The Love of the Lindseys

Young Montague Bertie, Lord Willougby, tended his dying father behind enemy lines.

1642

King Charles I 1625-1649

Introduction

At eight o’clock on the morning of the 23rd of October, 1642, King Charles I gazed down on the field of Edgehill, and the Parliamentarian army that awaited him there. It was the start of the English Civil War, which would all but end with the King’s execution in January 1649.

LORD Lindsey had once served alongside their opponent that day at Edgehill, the Earl of Essex, and recommended using the infantry against him.

But on the advice of his young nephew, Prince Rupert of the Rhine, the King, who had never commanded an army before, ordered a spectacular cavalry dash to sweep the enemy from the field.

For a moment, it seemed to have worked; but the Parliamentarians regrouped, while the careless Royalists scattered in search of plunder.

Lindsey was shot through the thigh-bone. Seeing him fall, his son Lord Willoughby immediately surrendered to the enemy, so he could tend his father’s wounds in a nearby hut.

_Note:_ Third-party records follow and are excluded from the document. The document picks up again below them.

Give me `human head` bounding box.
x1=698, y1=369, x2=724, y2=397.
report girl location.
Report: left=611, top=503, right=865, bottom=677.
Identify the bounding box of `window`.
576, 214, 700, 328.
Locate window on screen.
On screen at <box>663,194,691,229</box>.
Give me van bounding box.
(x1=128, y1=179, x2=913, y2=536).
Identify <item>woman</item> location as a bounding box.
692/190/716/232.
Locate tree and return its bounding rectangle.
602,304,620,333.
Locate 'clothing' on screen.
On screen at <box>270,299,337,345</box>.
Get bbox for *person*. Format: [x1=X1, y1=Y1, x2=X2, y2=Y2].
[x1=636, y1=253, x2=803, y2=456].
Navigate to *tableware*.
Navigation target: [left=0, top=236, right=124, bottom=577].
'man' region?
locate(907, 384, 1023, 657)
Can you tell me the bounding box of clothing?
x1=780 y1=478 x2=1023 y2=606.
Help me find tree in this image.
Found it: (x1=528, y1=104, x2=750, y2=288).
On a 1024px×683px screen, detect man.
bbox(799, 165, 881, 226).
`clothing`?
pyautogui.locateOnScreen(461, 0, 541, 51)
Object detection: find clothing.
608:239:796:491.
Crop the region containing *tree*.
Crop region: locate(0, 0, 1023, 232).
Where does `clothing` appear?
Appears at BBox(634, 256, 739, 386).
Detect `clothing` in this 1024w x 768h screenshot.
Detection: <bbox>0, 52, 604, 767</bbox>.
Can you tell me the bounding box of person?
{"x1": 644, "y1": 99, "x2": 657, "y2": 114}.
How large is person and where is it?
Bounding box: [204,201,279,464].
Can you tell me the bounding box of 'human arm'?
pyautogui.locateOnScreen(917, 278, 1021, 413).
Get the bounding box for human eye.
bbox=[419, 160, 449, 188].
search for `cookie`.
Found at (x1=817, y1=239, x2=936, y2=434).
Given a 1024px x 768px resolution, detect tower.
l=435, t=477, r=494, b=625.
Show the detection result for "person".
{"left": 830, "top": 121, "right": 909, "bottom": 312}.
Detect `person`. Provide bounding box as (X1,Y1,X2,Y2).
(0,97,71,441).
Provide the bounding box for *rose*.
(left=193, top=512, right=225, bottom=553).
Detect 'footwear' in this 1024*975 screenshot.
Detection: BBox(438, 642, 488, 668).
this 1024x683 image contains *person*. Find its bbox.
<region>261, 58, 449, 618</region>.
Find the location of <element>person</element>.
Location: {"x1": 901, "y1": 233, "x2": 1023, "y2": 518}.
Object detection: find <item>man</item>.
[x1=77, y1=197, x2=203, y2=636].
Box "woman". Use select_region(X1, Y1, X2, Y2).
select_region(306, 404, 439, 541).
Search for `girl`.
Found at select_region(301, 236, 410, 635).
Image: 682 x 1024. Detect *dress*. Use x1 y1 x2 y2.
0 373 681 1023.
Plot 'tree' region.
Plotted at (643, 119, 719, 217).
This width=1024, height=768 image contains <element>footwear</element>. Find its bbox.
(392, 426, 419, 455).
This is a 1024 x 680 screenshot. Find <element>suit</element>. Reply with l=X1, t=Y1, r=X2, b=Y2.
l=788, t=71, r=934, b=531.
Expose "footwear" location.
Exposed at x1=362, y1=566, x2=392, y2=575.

Essex generously offered his surgeon, but Lindsey pointedly refused. His life ebbed away early the next morning, with his son still by his side. It took Charles a year to secure Willoughby’s release.

Another six years on, Willoughby was one of seven noblemen who formed the King’s sorrowful, silent, snowy cortège among the ruins of St. George’s Chapel.*

Based on ‘A Book of Golden Deeds’ by Charlotte Yonge (1823-1901).

King Charles I was executed by the Parliamentarians on 30th January, 1649. He was buried, grudgingly and without funeral rites, in St George’s Chapel, Windsor Castle.

Précis
At the Battle of Edgehill in 1642, at the start of the Civil War, Lord Lindsey was mortally wounded, but his son, Lord Willoughby, allowed himself to be captured so he could be beside his dying father. Seven years later, Willoughby was one of the select band of mourners at the burial of the executed King Charles I.